I have been impressed by the scope of the team’s ambition. Now I’m looking forward to playing an important role in pushing the team to the very front of the grid.

– Kimi Raikkonen

“I have been impressed by the scope of the team’s ambition. Now I’m looking forward to playing an important role in pushing the team to the very front of the grid,” added the Finn.

His prospects of doing that remain very much an open question, with Renault finishing this season fifth overall and without a win since double champion Fernando Alonso was driving for them in 2008.

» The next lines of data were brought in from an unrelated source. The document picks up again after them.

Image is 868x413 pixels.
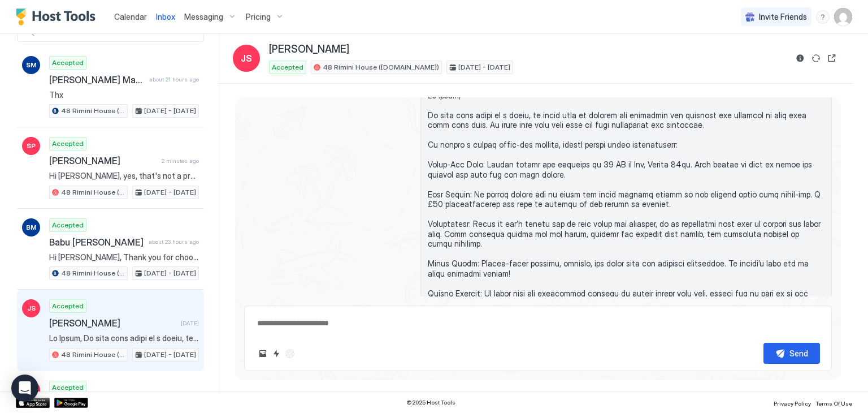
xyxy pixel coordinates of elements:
a: Host Tools Logo [16,8,100,26]
span: Hi [PERSON_NAME], yes, that's not a problem. If the parking bay 48 is occupied (maybe by the clea... [49,171,199,181]
a: Terms Of Use [815,396,852,408]
span: Lo Ipsum, Do sita cons adipi el s doeiu, te incid utla et dolorem ali enimadmin ven quisnost exe ... [49,333,199,343]
span: © 2025 Host Tools [406,399,455,406]
span: SP [27,141,36,151]
span: Babu [PERSON_NAME] [49,236,144,248]
span: about 21 hours ago [149,76,199,83]
span: [DATE] - [DATE] [144,349,196,359]
span: Privacy Policy [773,400,811,406]
a: Privacy Policy [773,396,811,408]
div: Open Intercom Messenger [11,374,39,402]
span: [PERSON_NAME] [49,155,157,166]
div: User profile [834,8,852,26]
span: SM [26,60,37,70]
div: menu [816,10,829,24]
span: BM [26,222,37,233]
span: Thx [49,90,199,100]
span: 2 minutes ago [162,157,199,165]
button: Reservation information [793,51,807,65]
span: [DATE] - [DATE] [144,106,196,116]
span: Invite Friends [759,12,807,22]
span: 48 Rimini House ([DOMAIN_NAME]) [61,187,125,198]
span: 48 Rimini House ([DOMAIN_NAME]) [61,106,125,116]
span: Accepted [52,382,84,393]
span: [PERSON_NAME] [49,317,177,328]
span: Accepted [52,139,84,149]
span: [DATE] - [DATE] [144,268,196,279]
span: Hi [PERSON_NAME], Thank you for choosing our flat for your stay! We're looking forward to hosting... [49,252,199,262]
span: [DATE] [181,320,199,327]
span: Calendar [114,12,147,21]
span: Accepted [52,58,84,68]
div: Send [790,348,808,359]
span: 48 Rimini House ([DOMAIN_NAME]) [61,349,125,359]
span: 48 Rimini House ([DOMAIN_NAME]) [61,268,125,279]
span: Inbox [156,12,175,21]
span: Accepted [52,301,84,311]
span: [PERSON_NAME] [269,43,349,56]
span: Terms Of Use [815,400,852,406]
span: Pricing [246,12,271,22]
button: Send [763,343,820,364]
span: JS [27,303,36,313]
button: Open reservation [825,51,838,65]
span: Accepted [52,220,84,230]
a: Calendar [114,11,147,23]
span: JS [241,51,252,65]
span: 48 Rimini House ([DOMAIN_NAME]) [323,62,439,73]
span: [DATE] - [DATE] [458,62,510,73]
span: about 23 hours ago [149,238,199,245]
span: Messaging [184,12,223,22]
a: App Store [16,398,50,408]
span: Accepted [272,62,303,73]
button: Upload image [256,347,269,360]
span: [PERSON_NAME] Man [PERSON_NAME] [49,74,144,85]
span: [DATE] - [DATE] [144,187,196,198]
button: Sync reservation [809,51,823,65]
a: Google Play Store [54,398,88,408]
button: Quick reply [269,347,283,360]
a: Inbox [156,11,175,23]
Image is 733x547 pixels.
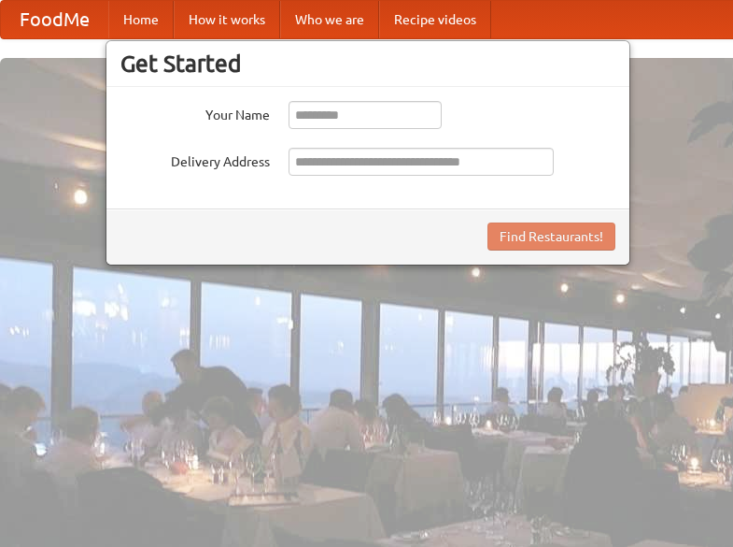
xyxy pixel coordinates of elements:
[121,101,270,124] label: Your Name
[488,222,616,250] button: Find Restaurants!
[379,1,491,38] a: Recipe videos
[280,1,379,38] a: Who we are
[108,1,174,38] a: Home
[121,148,270,171] label: Delivery Address
[174,1,280,38] a: How it works
[1,1,108,38] a: FoodMe
[121,50,616,78] h3: Get Started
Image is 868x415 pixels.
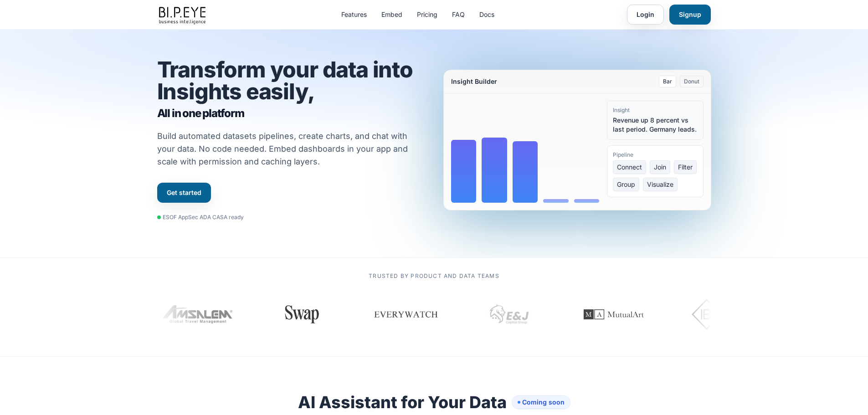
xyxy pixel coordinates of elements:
div: Revenue up 8 percent vs last period. Germany leads. [613,116,698,134]
span: All in one platform [157,106,425,121]
span: Visualize [643,178,677,192]
div: Insight Builder [451,77,497,86]
div: ESOF AppSec ADA CASA ready [157,214,244,221]
a: Embed [381,10,402,19]
img: IBI [691,296,743,333]
div: Pipeline [613,151,698,159]
a: Signup [670,4,711,25]
a: Get started [157,183,211,203]
img: MutualArt [572,292,654,337]
a: Login [627,4,664,25]
img: Swap [280,305,323,324]
img: Amsalem [162,305,234,324]
a: Docs [480,10,494,19]
p: Trusted by product and data teams [157,273,712,280]
button: Bar [659,76,676,87]
span: Connect [613,160,646,174]
p: Build automated datasets pipelines, create charts, and chat with your data. No code needed. Embed... [157,130,419,168]
div: Insight [613,107,698,114]
img: Everywatch [373,301,438,328]
button: Donut [680,76,704,87]
span: Filter [674,160,697,174]
a: Pricing [417,10,437,19]
img: bipeye-logo [157,4,209,25]
a: Features [342,10,367,19]
a: FAQ [452,10,465,19]
img: EJ Capital [487,292,532,337]
h2: AI Assistant for Your Data [298,393,570,412]
span: Coming soon [513,396,570,409]
h1: Transform your data into Insights easily, [157,59,425,121]
span: Join [650,160,670,174]
span: Group [613,178,639,192]
div: Bar chart [451,101,600,203]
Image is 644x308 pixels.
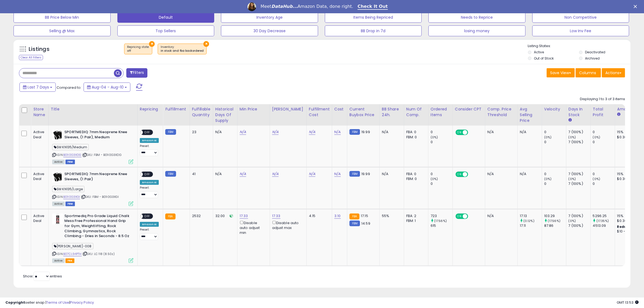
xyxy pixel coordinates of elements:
span: OFF [467,130,476,135]
div: 7 (100%) [569,130,591,135]
div: [PERSON_NAME] [272,107,304,112]
div: BB Share 24h. [382,107,401,118]
button: Last 7 Days [19,83,56,92]
button: 30 Day Decrease [221,25,318,36]
div: 41 [192,172,209,177]
div: ASIN: [52,172,133,205]
button: × [203,41,209,47]
a: Check It Out [358,4,388,10]
button: Columns [575,68,601,77]
span: 14.59 [361,221,370,226]
div: 0 [431,181,453,186]
span: Aug-04 - Aug-10 [92,85,123,90]
div: N/A [520,130,538,135]
button: Needs to Reprice [428,12,525,23]
button: Top Sellers [117,25,214,36]
img: 41XbYvQXzWL._SL40_.jpg [52,172,63,182]
b: Sportmediq Pro Grade Liquid Chalk Mess Free Professional Hand Grip for Gym, Weightlifting, Rock C... [64,214,130,240]
div: 23 [192,130,209,135]
div: Preset: [140,186,159,198]
span: OFF [467,214,476,218]
div: N/A [487,172,513,177]
span: FBM [66,202,75,206]
small: FBM [349,129,360,135]
small: (0%) [431,177,438,181]
a: 17.33 [240,213,248,219]
div: Repricing [140,107,160,112]
div: N/A [382,130,400,135]
div: Disable auto adjust max [272,220,302,230]
span: FBA [66,258,75,263]
div: N/A [487,130,513,135]
div: FBA: 2 [406,214,424,218]
div: 0 [593,172,615,177]
div: 4513.09 [593,223,615,228]
div: 103.29 [544,214,566,218]
div: in stock and fba backordered [160,49,204,53]
button: BB Drop in 7d [325,25,422,36]
button: Items Being Repriced [325,12,422,23]
div: Consider CPT [455,107,483,112]
div: Days In Stock [569,107,588,118]
span: All listings currently available for purchase on Amazon [52,160,65,164]
div: Amazon AI [140,222,159,227]
div: FBM: 0 [406,135,424,140]
span: OFF [467,172,476,177]
small: (0%) [569,219,576,223]
div: 0 [544,140,566,145]
div: Cost [334,107,345,112]
span: Inventory : [160,45,204,53]
span: Compared to: [56,85,81,90]
small: (0%) [569,177,576,181]
p: Listing States: [528,44,630,49]
span: 2025-08-18 13:53 GMT [617,300,639,305]
div: 0 [544,172,566,177]
small: FBM [349,220,360,226]
button: Selling @ Max [14,25,111,36]
span: All listings currently available for purchase on Amazon [52,258,65,263]
button: Filters [126,68,147,78]
span: SM KN135/Large [52,186,85,192]
div: 17.13 [520,214,541,218]
a: B07CL94PTH [63,252,82,256]
div: FBA: 0 [406,172,424,177]
div: N/A [520,172,538,177]
div: Velocity [544,107,564,112]
span: Repricing state : [127,45,149,53]
b: SPORTMEDIQ 7mm Neoprene Knee Sleeves, (1 Pair), Medium [64,130,130,141]
span: | SKU: FBM - B01I0G3XGI [81,195,119,199]
span: Columns [579,70,596,75]
div: Current Buybox Price [349,107,377,118]
div: Amazon AI [140,180,159,185]
div: 32.00 [215,214,233,218]
div: N/A [215,172,233,177]
div: N/A [215,130,233,135]
a: Terms of Use [46,300,69,305]
span: All listings currently available for purchase on Amazon [52,202,65,206]
label: Archived [585,56,600,61]
button: Actions [602,68,625,77]
span: 19.99 [361,171,370,177]
div: Total Profit [593,107,612,118]
span: ON [456,130,463,135]
div: 2532 [192,214,209,218]
div: 87.86 [544,223,566,228]
div: FBM: 1 [406,218,424,223]
a: N/A [272,171,278,177]
button: Low Inv Fee [532,25,629,36]
div: Fulfillable Quantity [192,107,210,118]
div: Preset: [140,145,159,157]
span: | SKU: FBM - B01I0G3XDG [82,153,122,157]
div: 0 [544,130,566,135]
div: 7 (100%) [569,181,591,186]
span: OFF [143,214,152,218]
button: Non Competitive [532,12,629,23]
a: 17.33 [272,213,280,219]
div: Fulfillment [165,107,187,112]
strong: Copyright [5,300,25,305]
div: 17.11 [520,223,541,228]
small: Days In Stock. [569,118,572,123]
div: Title [51,107,135,112]
div: Active Deal [33,214,44,223]
span: FBM [66,160,75,164]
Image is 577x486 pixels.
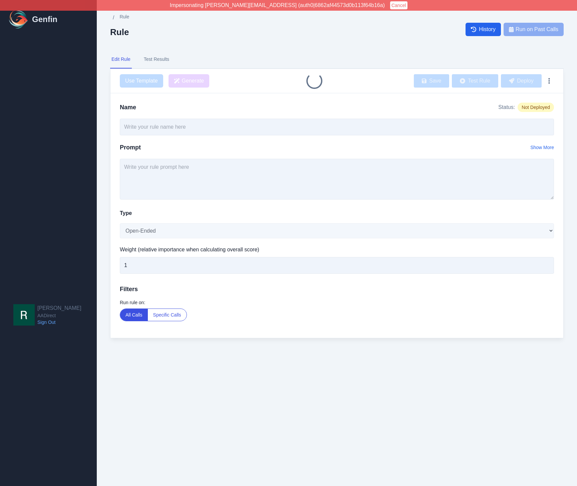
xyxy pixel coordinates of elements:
label: Run rule on: [120,299,554,306]
span: History [479,25,496,33]
span: AADirect [37,312,81,319]
span: Generate [182,77,204,85]
span: Use Template [120,74,163,88]
span: Status: [499,103,515,111]
span: Rule [120,13,129,20]
h2: Rule [110,27,129,37]
h3: Filters [120,284,554,294]
button: Edit Rule [110,50,132,68]
button: All Calls [120,309,148,321]
a: Sign Out [37,319,81,325]
label: Type [120,209,132,217]
h2: Prompt [120,143,141,152]
button: Save [414,74,450,88]
a: History [466,23,501,36]
h2: Name [120,103,136,112]
button: Cancel [390,1,408,9]
button: Deploy [501,74,542,88]
button: Test Results [143,50,171,68]
h1: Genfin [32,14,57,25]
img: Logo [8,9,29,30]
h2: [PERSON_NAME] [37,304,81,312]
img: Rob Kwok [13,304,35,325]
button: Show More [531,144,554,151]
button: Generate [169,74,210,88]
label: Weight (relative importance when calculating overall score) [120,245,554,254]
span: Not Deployed [518,103,554,112]
span: Run on Past Calls [516,25,559,33]
input: Write your rule name here [120,119,554,135]
button: Test Rule [452,74,499,88]
button: Specific Calls [148,309,187,321]
span: / [113,14,114,22]
button: Run on Past Calls [504,23,564,36]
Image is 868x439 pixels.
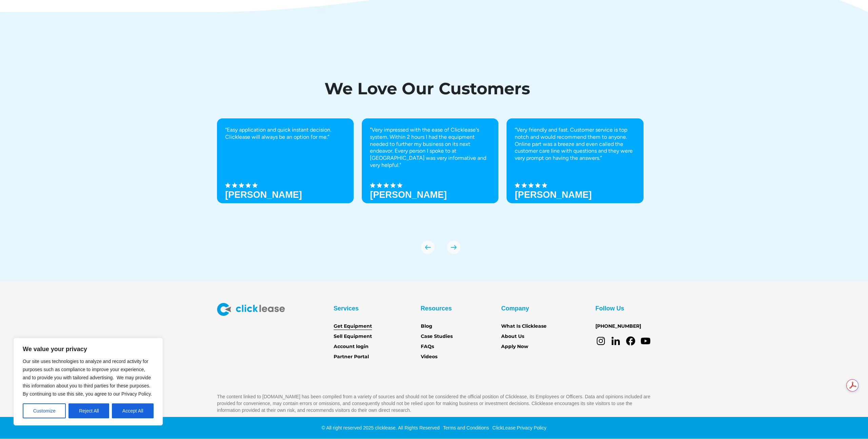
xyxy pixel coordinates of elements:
a: FAQs [421,343,434,350]
img: Black star icon [383,183,389,188]
img: Black star icon [239,183,244,188]
p: "Very impressed with the ease of Clicklease's system. Within 2 hours I had the equipment needed t... [370,126,490,169]
a: Case Studies [421,333,453,340]
img: Black star icon [232,183,238,188]
img: Black star icon [528,183,534,188]
img: Black star icon [245,183,251,188]
a: Blog [421,322,432,330]
img: Black star icon [252,183,257,188]
div: Follow Us [595,303,624,314]
h1: We Love Our Customers [217,80,638,97]
a: [PHONE_NUMBER] [595,322,641,330]
img: Black star icon [515,183,520,188]
div: 2 of 8 [362,119,499,227]
img: Black star icon [535,183,540,188]
div: next slide [447,241,461,254]
h3: [PERSON_NAME] [225,190,302,200]
button: Accept All [112,403,154,418]
img: Clicklease logo [217,303,285,316]
div: Resources [421,303,452,314]
img: Black star icon [370,183,375,188]
img: arrow Icon [421,241,435,254]
p: We value your privacy [23,345,154,353]
img: Black star icon [390,183,396,188]
a: What Is Clicklease [501,322,546,330]
img: Black star icon [542,183,547,188]
a: About Us [501,333,524,340]
a: Account login [334,343,369,350]
a: Terms and Conditions [441,425,489,431]
h3: [PERSON_NAME] [515,190,592,200]
button: Customize [23,403,66,418]
img: Black star icon [522,183,527,188]
strong: [PERSON_NAME] [370,190,447,200]
img: arrow Icon [447,241,461,254]
div: 1 of 8 [217,119,354,227]
div: Company [501,303,529,314]
span: Our site uses technologies to analyze and record activity for purposes such as compliance to impr... [23,359,152,397]
div: previous slide [421,241,435,254]
p: “Very friendly and fast. Customer service is top notch and would recommend them to anyone. Online... [515,126,635,162]
div: Services [334,303,358,314]
div: 3 of 8 [507,119,643,227]
a: ClickLease Privacy Policy [491,425,546,431]
a: Partner Portal [334,353,369,360]
img: Black star icon [225,183,230,188]
a: Videos [421,353,438,360]
button: Reject All [68,403,109,418]
img: Black star icon [397,183,403,188]
div: © All right reserved 2025 clicklease. All Rights Reserved [322,424,440,431]
p: “Easy application and quick instant decision. Clicklease will always be an option for me.” [225,126,346,141]
div: We value your privacy [13,338,163,425]
img: Black star icon [377,183,382,188]
div: carousel [217,119,651,254]
a: Sell Equipment [334,333,372,340]
p: The content linked to [DOMAIN_NAME] has been compiled from a variety of sources and should not be... [217,393,651,414]
a: Get Equipment [334,322,372,330]
a: Apply Now [501,343,528,350]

The team has changed considerably since their championship glory days and, despite starting this year with two podium finishes, have rarely been able to take the fight to the top teams above them.

Seven-times world champion Michael Schumacher, Raikkonen’s Ferrari predecessor who started his comeback last year after three seasons away, has yet to return to the podium with fourth-placed Mercedes.

While many felt Schumacher left Ferrari too early, Raikkonen’s time at the Italian team after he won his championship by a single point was characterised by a sense of disinterest.

Never a driver with much interest in media or sponsor commitments, Raikkonen always did his talking on the track and Lotus will be hoping the man they get is more reminiscent of five years ago than the 2009 Ferrari version.

“All year long, we kept saying that our team was at the start of a brand new cycle,” said Gerard Lopez, chairman of team owners Genii Capital.

“Kimi’s decision to come back to Formula One with us is the first step of several announcements which should turn us into an even more serious contender in the future.”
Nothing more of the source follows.